More vendors are moving to allow higher clocks for their Timers, and the rush to 'single clock' MCUs has resulted in some compromises.
Flash speed is now low, compared with what silicon can run at, but MCU clocks used to have an overall ceiling set by the Core opcode fetch.
The P2 is better optimized, it has 2 Clks per opcode, but can run timers faster as a result, with 100MHz+ targeted.
You should still be able to SW dither P2 PWMs just fine, and you can also use HiT and LoT modulation.
There was talk about feeding a NCO-Duty mode signal into an adjacent PinCell PWM LSB, but I'm not sure where that got to.
If a bit is set it uses the pwm value next step up, so you keep alternating between two coarser (8bit) pwm values
So to get 50.25% you set Mod to: %00100010
and get (nearly) 24bit audio. Its indistinguishable from magic, but requires a DSP for higher order filters for
best performance - however there is a double-integration filter that gives you most of the advantage
of noise-shaping from even lowly processors.
Perhaps this thread is relevant? forums.parallax.com/discussion/148280/prop-sound-quality-question
I'm seeing SIDcog's CTRA/B twiddling in there.

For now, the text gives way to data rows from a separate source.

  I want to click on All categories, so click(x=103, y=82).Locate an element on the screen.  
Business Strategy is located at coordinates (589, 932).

Hopefully I'll spend some time reading it carefully.
Did you mean that is in the current P2 DOCs somewhere ?
Like msp430 baudrate settings
What I meant you would have to do this Modulation in software on a Prop.
Ah OK.
All I can see in P2 DOCs is a mention of dither only on DAC modes, but no dither choices on digital PWM modes ?
You could always update the setpoint on every PWM period, via SW to do normal software dither.

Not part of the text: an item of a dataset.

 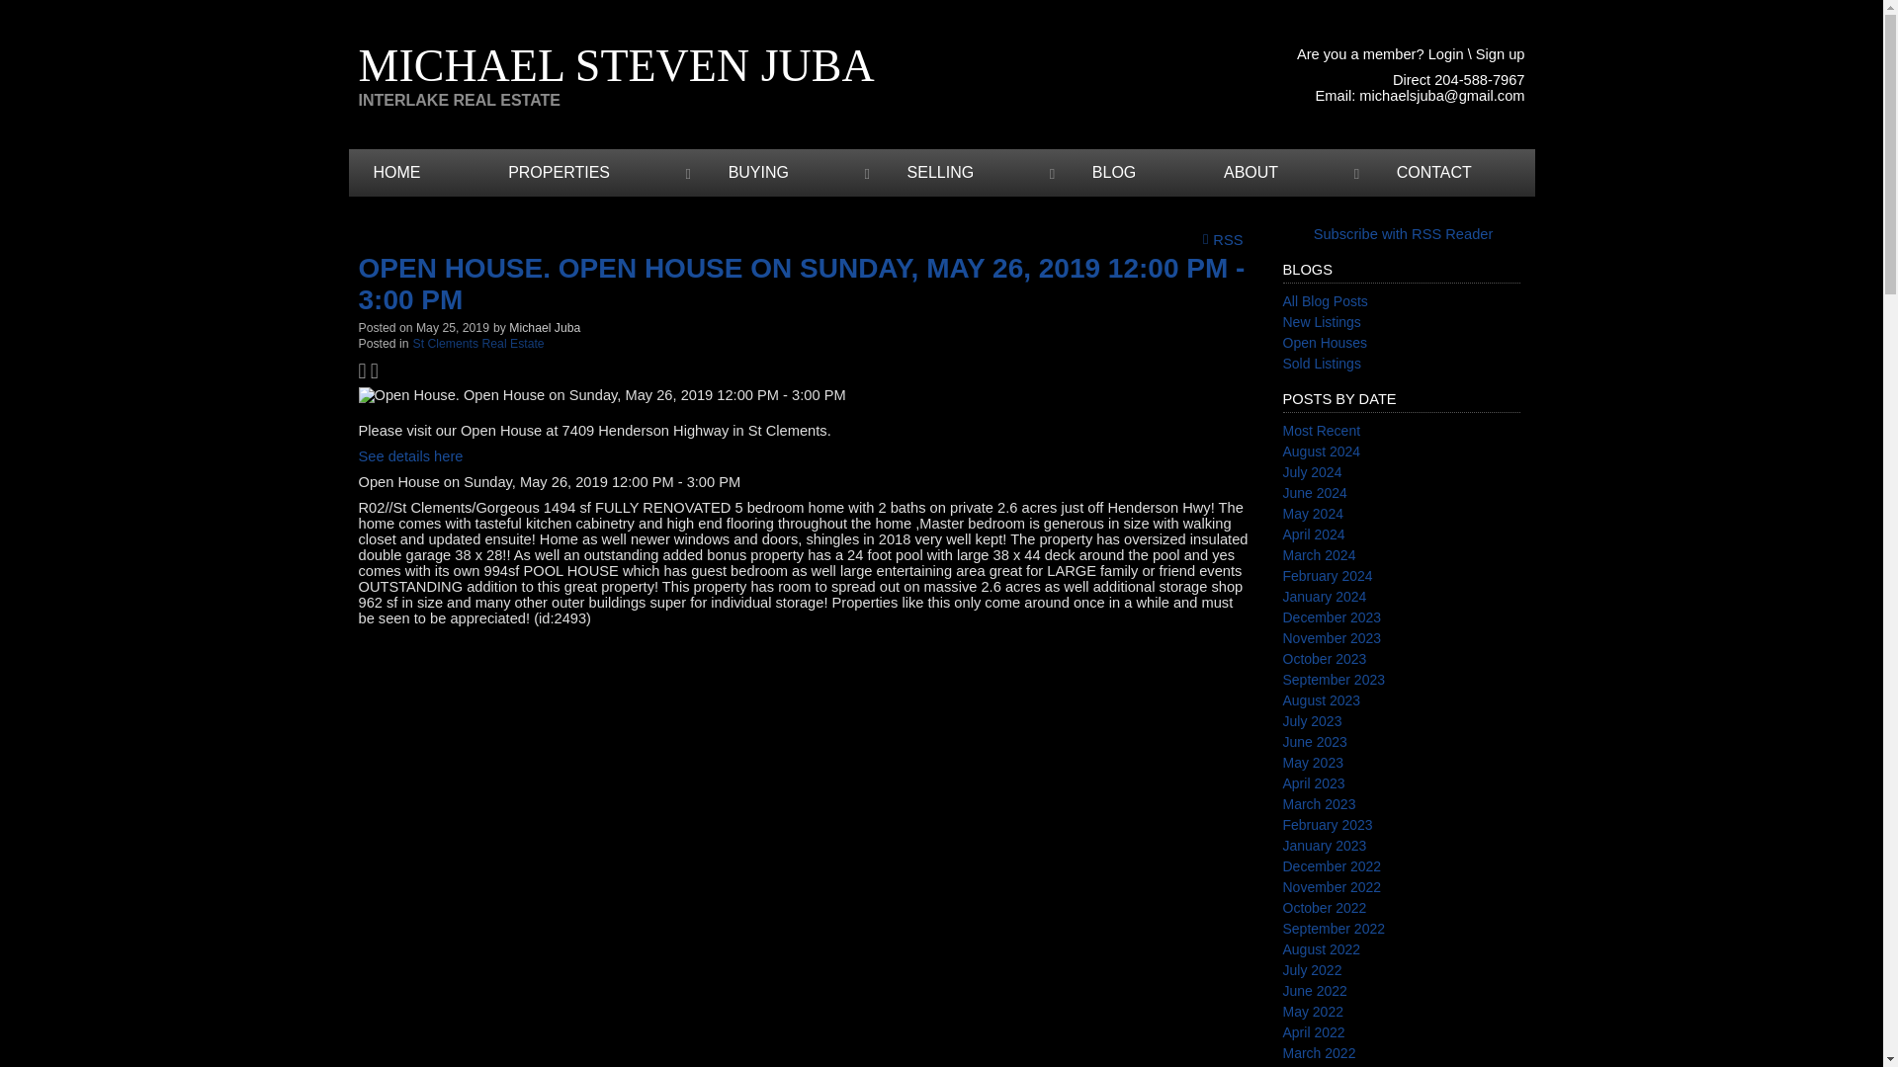 I want to click on Most Recent, so click(x=1320, y=430).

Note: The Simulator only goes to 25kHz, but in order to "see" the wave patterns I used 100Hz and 2kHz for my control and fixed frequency in the attached image.
This may be possible in P2, where you need a PWM feeding a CAP + Current source, and a Comparator + DAC - coarse time is set by PWM, and the fine time is the ramp portion chosen by the DAC.
A 15ns linear ramp, needs only 4b of DAC to break 1ns LSB.
I think the P2 has all of these, in the expected final form :
* PWM
* Current source option
* Comparator
* DAC
So, in a nutshell, you are stuck with this slow update cycle and therefore need to create your own dither?
Chalk another one up for the awesome Propeller, eh?
:cool:
An analogy might be a racing car that's being driven below its limit, but the steering wheel jiggles. The dithering gets rid of the jiggle, which is mostly irrelevant to the stability of the car, but is just unsightly, and slightly distracting to the driver (the PID, in this case).
I think I should bow out of this thread because everyone else is talking about what seems to be audio applications, and we are talking past each other. You didn't specify what the application was, so I answered your question with "Yes !" and presented my application where I attain 390 kHz and effective 16-bit resolution on the prop with the caveat that it is not applicable to all PWM cases (or, apparently, anybody's !).
What's being said about dithering is it introduces a dynamic precision. Where the lower frequencies will gain a higher resolution than the higher frequencies can achieve.
So, although a 10kHz tone from 20kHz 8-bit DAC will never be better than 8-bit, a simultaneous 5kHz tone on the same DAC can be 9-bit effective ... I think.
If you are wanting to do, say, servo control then the typical profile frequencies are very often much much lower than the sample rate.
In my case, I also have a PID but it's running at like 8KHz so although I might only have a 12bit resolution PWM, I am not limited to 12bits of speed resolution (motor), thanks to the naturally occurring dither created by the PID.
In many, if not most cases, industrial servo-drives/motors have their own internal control loops (velocity/torque). The command signal, in these cases, is merely a velocity command reference.
Ah, it's not the PID nor even the whole servo loop. Rather it's the method of profile generation, there is a good dither that comes from a lossless profile generator. That doesn't always make it to the DAC but, agreed, there is something there.
To achieve an axis velocity of 1m/s, the PID command is incremented by 1mm at 1ms intervals. From there the PID does it's thing which might involve wagging a bit (dithering) from one update to the next to maintain that velocity.